Introduction

A Splunk migration can bring a new indexer cluster online while Universal Forwarders still send data to the old one. Search and ingestion may appear healthy on the destination side, but production hosts keep forwarding to the retired cluster, one deployment app uses the new target while another still keeps earlier tcpout settings, or failures begin only after the old indexers are removed because outputs.conf, deployment app delivery, and indexer discovery often drift separately.

Treat this as a forward-target problem instead of a generic Splunk outage. Start by checking which indexer or discovery service an affected forwarder actually connects to, because migrations often validate the new cluster from Splunk management tools while live hosts continue following older forwarding config.

Symptoms

  • Splunk Universal Forwarder still sends data to the old indexer cluster after migration
  • New indexers are healthy, but production data keeps arriving at the retired cluster
  • One host group uses the new cluster while another still forwards to the previous targets
  • Ingestion failures begin only after the old indexers, load balancer, or certificates are removed
  • The new cluster exists, but migrated forwarders never send to it consistently
  • The issue started after moving Splunk indexers, deployment apps, forwarding tiers, or discovery services

Common Causes

  • outputs.conf still lists the old indexer or load-balanced forward-server targets
  • A deployment server app or local app override keeps restoring the earlier forwarding destination
  • Indexer discovery still points to the old cluster manager or discovery endpoint
  • One host image or app context was updated while another still uses the previous tcpout group
  • Automation, package defaults, or bootstrap scripts restored older Splunk forwarding settings
  • Validation confirmed the new cluster accepted test data but did not verify which target live forwarders actually used

Step-by-Step Fix

  1. Capture one affected forwarder and record the active tcpout target, deployment app source, indexer discovery settings, and local override path it actually uses, because the live forwarding path determines where data really lands.
  2. Compare that active forwarding path with the intended post-migration logging design, because one stale forward target can keep large host groups tied to the retired indexer cluster.
  3. Review outputs.conf, deployment server apps, local app overrides, indexer discovery configuration, and automation templates for references to the old cluster, because Splunk forwarding behavior depends on both local config and centrally delivered apps.
  4. Check each host class, deployment app, and forwarding group separately if behavior differs, because migrations often update one forwarder path while another still uses the previous destination.
  5. Update the authoritative forwarding target and config-delivery source so affected hosts send to the intended cluster, because standing up the new indexers alone does not retarget existing forwarders.
  6. Restart or reload the affected forwarder as needed and confirm the intended cluster now receives a controlled test event, because a running forwarder service does not prove the right indexers own the traffic.
  7. Verify the old cluster no longer receives forwarded data from migrated hosts, because split ingestion paths can remain hidden while both forwarding targets stay reachable.
  8. Review certificates, indexer acknowledgment, network ACLs, and queue backlog if forwarding still fails, because the destination can be correct while transport trust or delivery health still blocks the new path.
  9. Document which team owns forwarding config, deployment app delivery, and migration validation so future Splunk cutovers verify the actual runtime target before retiring the previous cluster.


> Instructions to follow:
From the data below, tally each line that has "second" in it, then give that tally without comment.

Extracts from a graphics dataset
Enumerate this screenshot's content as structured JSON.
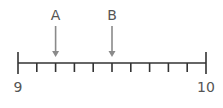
{
  "diagram": {
    "type": "number-line",
    "start_value": 9,
    "end_value": 10,
    "intervals": 10,
    "end_labels": {
      "start": "9",
      "end": "10"
    },
    "markers": [
      {
        "label": "A",
        "value": 9.2
      },
      {
        "label": "B",
        "value": 9.5
      }
    ],
    "colors": {
      "line": "#333333",
      "arrow": "#8a8a8a",
      "text": "#555555"
    }
  }
}
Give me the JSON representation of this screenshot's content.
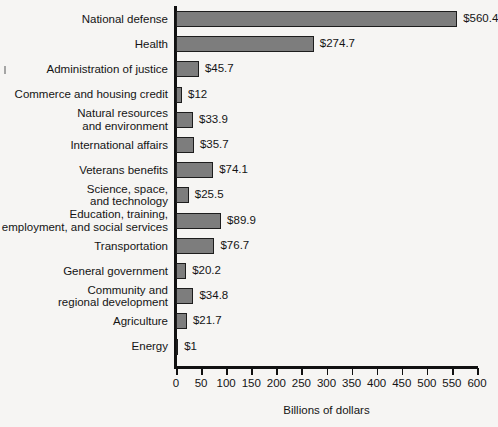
{
  "chart_data": {
    "type": "bar",
    "orientation": "horizontal",
    "title": "",
    "xlabel": "Billions of dollars",
    "ylabel": "",
    "xlim": [
      0,
      600
    ],
    "xticks": [
      0,
      50,
      100,
      150,
      200,
      250,
      300,
      350,
      400,
      450,
      500,
      550,
      600
    ],
    "xtick_labels": [
      "0",
      "50",
      "100",
      "150",
      "200",
      "250",
      "300",
      "350",
      "400",
      "450",
      "500",
      "550",
      "600"
    ],
    "grid": false,
    "legend": null,
    "bar_color": "#7d7d7d",
    "bar_edge_color": "#1d1d1d",
    "categories": [
      "National defense",
      "Health",
      "Administration of justice",
      "Commerce and housing credit",
      "Natural resources\nand environment",
      "International affairs",
      "Veterans benefits",
      "Science, space,\nand technology",
      "Education, training,\nemployment, and social services",
      "Transportation",
      "General government",
      "Community and\nregional development",
      "Agriculture",
      "Energy"
    ],
    "values": [
      560.4,
      274.7,
      45.7,
      12,
      33.9,
      35.7,
      74.1,
      25.5,
      89.9,
      76.7,
      20.2,
      34.8,
      21.7,
      1
    ],
    "data_labels": [
      "$560.4",
      "$274.7",
      "$45.7",
      "$12",
      "$33.9",
      "$35.7",
      "$74.1",
      "$25.5",
      "$89.9",
      "$76.7",
      "$20.2",
      "$34.8",
      "$21.7",
      "$1"
    ]
  }
}
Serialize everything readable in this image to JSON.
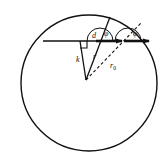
{
  "figure": {
    "background_color": "#ffffff",
    "stroke_color": "#111111",
    "canvas": {
      "width": 168,
      "height": 168
    }
  },
  "chart_data": {
    "type": "diagram",
    "title": "",
    "shapes": [
      {
        "name": "outer-circle",
        "kind": "circle",
        "center": [
          89,
          83
        ],
        "radius": 68,
        "style": "solid",
        "fill": "none"
      },
      {
        "name": "horizontal-baseline",
        "kind": "line",
        "from": [
          43,
          41
        ],
        "to": [
          112,
          41
        ],
        "style": "solid"
      },
      {
        "name": "vertical-segment-k",
        "kind": "line",
        "from": [
          80,
          41
        ],
        "to": [
          86,
          80
        ],
        "style": "solid"
      },
      {
        "name": "right-angle-marker",
        "kind": "square-marker",
        "at": [
          80,
          41
        ],
        "size": 7
      },
      {
        "name": "ray-r-solid",
        "kind": "line",
        "from": [
          86,
          80
        ],
        "to": [
          110,
          17
        ],
        "style": "solid"
      },
      {
        "name": "ray-r0-dashed",
        "kind": "line",
        "from": [
          86,
          80
        ],
        "to": [
          141,
          23
        ],
        "style": "dashed"
      },
      {
        "name": "arrow-first",
        "kind": "arrow",
        "from": [
          96,
          41
        ],
        "to": [
          122,
          41
        ],
        "style": "solid"
      },
      {
        "name": "arrow-second",
        "kind": "arrow",
        "from": [
          124,
          41
        ],
        "to": [
          149,
          41
        ],
        "style": "solid"
      },
      {
        "name": "angle-arc-first",
        "kind": "arc",
        "center": [
          100,
          41
        ],
        "radius": 13,
        "style": "solid"
      },
      {
        "name": "angle-arc-second",
        "kind": "arc",
        "center": [
          128,
          41
        ],
        "radius": 13,
        "style": "solid"
      }
    ],
    "labels": [
      {
        "name": "label-d",
        "text": "d",
        "sub": "",
        "x": 92,
        "y": 38
      },
      {
        "name": "label-phi-1",
        "text": "φ",
        "sub": "",
        "x": 104,
        "y": 36
      },
      {
        "name": "label-phi-2",
        "text": "φ",
        "sub": "",
        "x": 133,
        "y": 36
      },
      {
        "name": "label-k",
        "text": "k",
        "sub": "",
        "x": 76,
        "y": 62
      },
      {
        "name": "label-r",
        "text": "r",
        "sub": "",
        "x": 93,
        "y": 59
      },
      {
        "name": "label-r0",
        "text": "r",
        "sub": "0",
        "x": 110,
        "y": 68
      }
    ]
  }
}
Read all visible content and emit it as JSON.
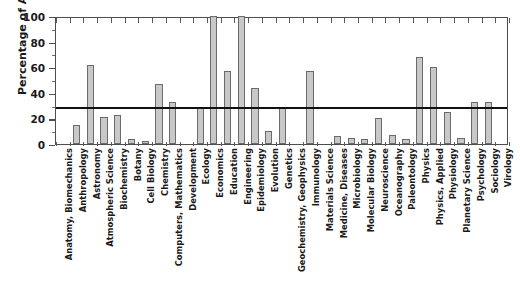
{
  "chart_data": {
    "type": "bar",
    "title": "",
    "xlabel": "",
    "ylabel": "Percentage of Articles",
    "ylim": [
      0,
      100
    ],
    "yticks": [
      0,
      20,
      40,
      60,
      80,
      100
    ],
    "ytick_labels": [
      "0",
      "20",
      "40",
      "60",
      "80",
      "100"
    ],
    "grid": false,
    "legend": "none",
    "bar_color": "#c8c8c8",
    "bar_edge_color": "#6b6b6b",
    "reference_line": {
      "value": 28,
      "orientation": "horizontal",
      "color": "#111111",
      "label": ""
    },
    "categories": [
      "Anatomy, Biomechanics",
      "Anthropology",
      "Astronomy",
      "Atmospheric Science",
      "Biochemistry",
      "Botany",
      "Cell Biology",
      "Chemistry",
      "Computers, Mathematics",
      "Development",
      "Ecology",
      "Economics",
      "Education",
      "Engineering",
      "Epidemiology",
      "Evolution",
      "Genetics",
      "Geochemistry, Geophysics",
      "Immunology",
      "Materials Science",
      "Medicine, Diseases",
      "Microbiology",
      "Molecular Biology",
      "Neuroscience",
      "Oceanography",
      "Paleontology",
      "Physics",
      "Physics, Applied",
      "Physiology",
      "Planetary Science",
      "Psychology",
      "Sociology",
      "Virology"
    ],
    "values": [
      0,
      15,
      62,
      21,
      23,
      4,
      2,
      47,
      33,
      0,
      29,
      100,
      57,
      100,
      44,
      10,
      29,
      0,
      57,
      0,
      6,
      5,
      4,
      20,
      7,
      4,
      68,
      60,
      25,
      5,
      33,
      33,
      0
    ]
  }
}
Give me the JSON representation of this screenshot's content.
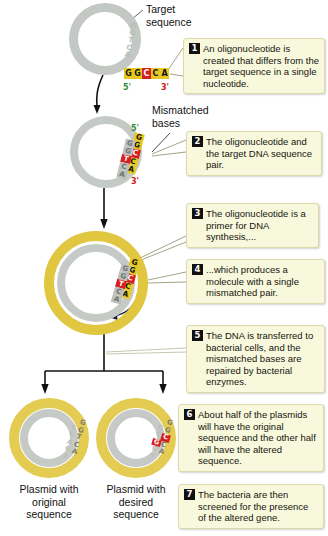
{
  "figure": {
    "labels": {
      "target_sequence": "Target\nsequence",
      "mismatched_bases": "Mismatched\nbases",
      "plasmid_original": "Plasmid with\noriginal\nsequence",
      "plasmid_desired": "Plasmid with\ndesired\nsequence"
    }
  },
  "colors": {
    "ring_gray": "#c4c8c4",
    "ring_yellow": "#e1c63f",
    "base_yellow": "#e8c820",
    "base_red": "#d81f1f",
    "callout_bg": "#f8f8dc",
    "callout_border": "#ded9a8",
    "badge_bg": "#111111",
    "label_5prime": "#2f8f35",
    "label_3prime": "#cc2222"
  },
  "steps": [
    {
      "number": "1",
      "text": "An oligonucleotide is created that differs from the target sequence in a single nucleotide."
    },
    {
      "number": "2",
      "text": "The oligonucleotide and the target DNA sequence pair."
    },
    {
      "number": "3",
      "text": "The oligonucleotide is a primer for DNA synthesis,..."
    },
    {
      "number": "4",
      "text": "...which produces a molecule with a single mismatched pair."
    },
    {
      "number": "5",
      "text": "The DNA is transferred to bacterial cells, and the mismatched bases are repaired by bacterial enzymes."
    },
    {
      "number": "6",
      "text": "About half of the plasmids will have the original sequence and the other half will have the altered sequence."
    },
    {
      "number": "7",
      "text": "The bacteria are then screened for the presence of the altered gene."
    }
  ],
  "sequences": {
    "oligo": {
      "bases": [
        "G",
        "G",
        "C",
        "C",
        "A"
      ],
      "mutant_index": 2,
      "five_prime": "5'",
      "three_prime": "3'"
    },
    "target_strand": {
      "bases": [
        "G",
        "G",
        "T",
        "C",
        "A"
      ]
    },
    "plasmid_top_faint": {
      "bases": [
        "G",
        "G",
        "T",
        "C",
        "A"
      ]
    },
    "plasmid_original": {
      "top_bases": [
        "G",
        "G",
        "T",
        "C",
        "A"
      ],
      "bottom_bases": [
        "C",
        "C",
        "A",
        "G",
        "T"
      ]
    },
    "plasmid_desired": {
      "top_bases": [
        "G",
        "G",
        "C",
        "C",
        "A"
      ],
      "bottom_bases": [
        "C",
        "C",
        "G",
        "G",
        "T"
      ],
      "mutant_index": 2
    }
  }
}
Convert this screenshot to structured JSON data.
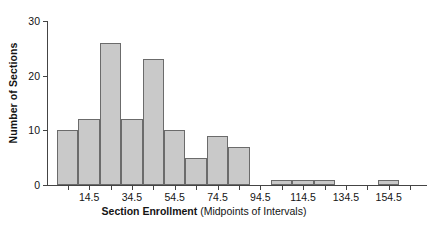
{
  "chart_data": {
    "type": "bar",
    "title": "",
    "subtitle": "",
    "xlabel_bold": "Section Enrollment",
    "xlabel_plain": " (Midpoints of Intervals)",
    "ylabel": "Number of Sections",
    "categories": [
      "4.5",
      "14.5",
      "24.5",
      "34.5",
      "44.5",
      "54.5",
      "64.5",
      "74.5",
      "84.5",
      "94.5",
      "104.5",
      "114.5",
      "124.5",
      "134.5",
      "144.5",
      "154.5",
      "164.5"
    ],
    "values": [
      10,
      12,
      26,
      12,
      23,
      10,
      5,
      9,
      7,
      0,
      1,
      1,
      1,
      0,
      0,
      1,
      0
    ],
    "bar_midpoints": [
      4.5,
      14.5,
      24.5,
      34.5,
      44.5,
      54.5,
      64.5,
      74.5,
      84.5,
      94.5,
      104.5,
      114.5,
      124.5,
      134.5,
      144.5,
      154.5,
      164.5
    ],
    "bar_interval_width": 10,
    "xlim": [
      -0.5,
      169.5
    ],
    "ylim": [
      0,
      30
    ],
    "ytick_values": [
      0,
      10,
      20,
      30
    ],
    "ytick_labels": [
      "0",
      "10",
      "20",
      "30"
    ],
    "xtick_values": [
      4.5,
      14.5,
      24.5,
      34.5,
      44.5,
      54.5,
      64.5,
      74.5,
      84.5,
      94.5,
      104.5,
      114.5,
      124.5,
      134.5,
      144.5,
      154.5,
      164.5
    ],
    "xtick_labels": [
      "",
      "14.5",
      "",
      "34.5",
      "",
      "54.5",
      "",
      "74.5",
      "",
      "94.5",
      "",
      "114.5",
      "",
      "134.5",
      "",
      "154.5",
      ""
    ],
    "grid": false,
    "legend": false,
    "legend_position": "none",
    "bar_fill_color": "#c9c9c9",
    "bar_edge_color": "#6b6b6b",
    "axis_color": "#444444",
    "text_color": "#141414",
    "background_color": "#ffffff"
  },
  "figure": {
    "y_axis_title": "Number of Sections",
    "x_axis_title_bold": "Section Enrollment",
    "x_axis_title_plain": " (Midpoints of Intervals)"
  }
}
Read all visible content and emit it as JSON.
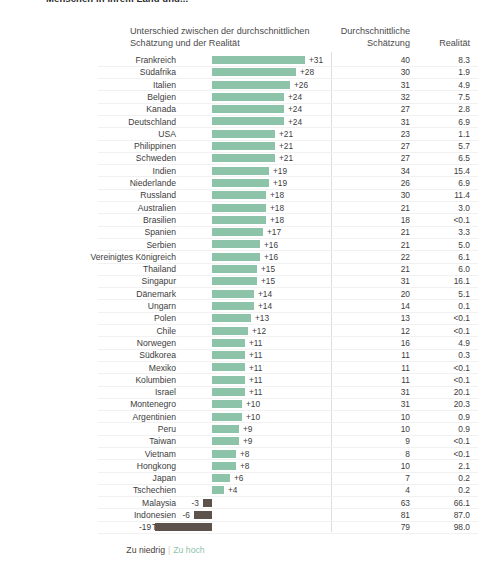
{
  "title": "Menschen in ihrem Land und...",
  "header": {
    "difference": "Unterschied zwischen der durchschnittlichen Schätzung und der Realität",
    "estimate": "Durchschnittliche Schätzung",
    "reality": "Realität"
  },
  "legend": {
    "too_low": "Zu niedrig",
    "separator": "|",
    "too_high": "Zu hoch"
  },
  "colors": {
    "positive_bar": "#8cc3a9",
    "negative_bar": "#5d524c",
    "gridline": "#f1f1f1",
    "divider": "#dddddd",
    "text": "#3d3d3d"
  },
  "chart_data": {
    "type": "bar",
    "title": "Menschen in ihrem Land und...",
    "xlabel": "Unterschied zwischen der durchschnittlichen Schätzung und der Realität",
    "ylabel": "",
    "orientation": "horizontal",
    "grid": true,
    "legend_position": "bottom",
    "xlim": [
      -19,
      31
    ],
    "columns": [
      "Land",
      "Unterschied",
      "Durchschnittliche Schätzung",
      "Realität"
    ],
    "categories": [
      "Frankreich",
      "Südafrika",
      "Italien",
      "Belgien",
      "Kanada",
      "Deutschland",
      "USA",
      "Philippinen",
      "Schweden",
      "Indien",
      "Niederlande",
      "Russland",
      "Australien",
      "Brasilien",
      "Spanien",
      "Serbien",
      "Vereinigtes Königreich",
      "Thailand",
      "Singapur",
      "Dänemark",
      "Ungarn",
      "Polen",
      "Chile",
      "Norwegen",
      "Südkorea",
      "Mexiko",
      "Kolumbien",
      "Israel",
      "Montenegro",
      "Argentinien",
      "Peru",
      "Taiwan",
      "Vietnam",
      "Hongkong",
      "Japan",
      "Tschechien",
      "Malaysia",
      "Indonesien",
      "Türkei"
    ],
    "values": [
      31,
      28,
      26,
      24,
      24,
      24,
      21,
      21,
      21,
      19,
      19,
      18,
      18,
      18,
      17,
      16,
      16,
      15,
      15,
      14,
      14,
      13,
      12,
      11,
      11,
      11,
      11,
      11,
      10,
      10,
      9,
      9,
      8,
      8,
      6,
      4,
      -3,
      -6,
      -19
    ],
    "estimate": [
      40,
      30,
      31,
      32,
      27,
      31,
      23,
      27,
      27,
      34,
      26,
      30,
      21,
      18,
      21,
      21,
      22,
      21,
      31,
      20,
      14,
      13,
      12,
      16,
      11,
      11,
      11,
      31,
      31,
      10,
      10,
      9,
      8,
      10,
      7,
      4,
      63,
      81,
      79
    ],
    "reality": [
      "8.3",
      "1.9",
      "4.9",
      "7.5",
      "2.8",
      "6.9",
      "1.1",
      "5.7",
      "6.5",
      "15.4",
      "6.9",
      "11.4",
      "3.0",
      "<0.1",
      "3.3",
      "5.0",
      "6.1",
      "6.0",
      "16.1",
      "5.1",
      "0.1",
      "<0.1",
      "<0.1",
      "4.9",
      "0.3",
      "<0.1",
      "<0.1",
      "20.1",
      "20.3",
      "0.9",
      "0.9",
      "<0.1",
      "<0.1",
      "2.1",
      "0.2",
      "0.2",
      "66.1",
      "87.0",
      "98.0"
    ],
    "labels": [
      "+31",
      "+28",
      "+26",
      "+24",
      "+24",
      "+24",
      "+21",
      "+21",
      "+21",
      "+19",
      "+19",
      "+18",
      "+18",
      "+18",
      "+17",
      "+16",
      "+16",
      "+15",
      "+15",
      "+14",
      "+14",
      "+13",
      "+12",
      "+11",
      "+11",
      "+11",
      "+11",
      "+11",
      "+10",
      "+10",
      "+9",
      "+9",
      "+8",
      "+8",
      "+6",
      "+4",
      "-3",
      "-6",
      "-19"
    ]
  }
}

> Exercise output:
2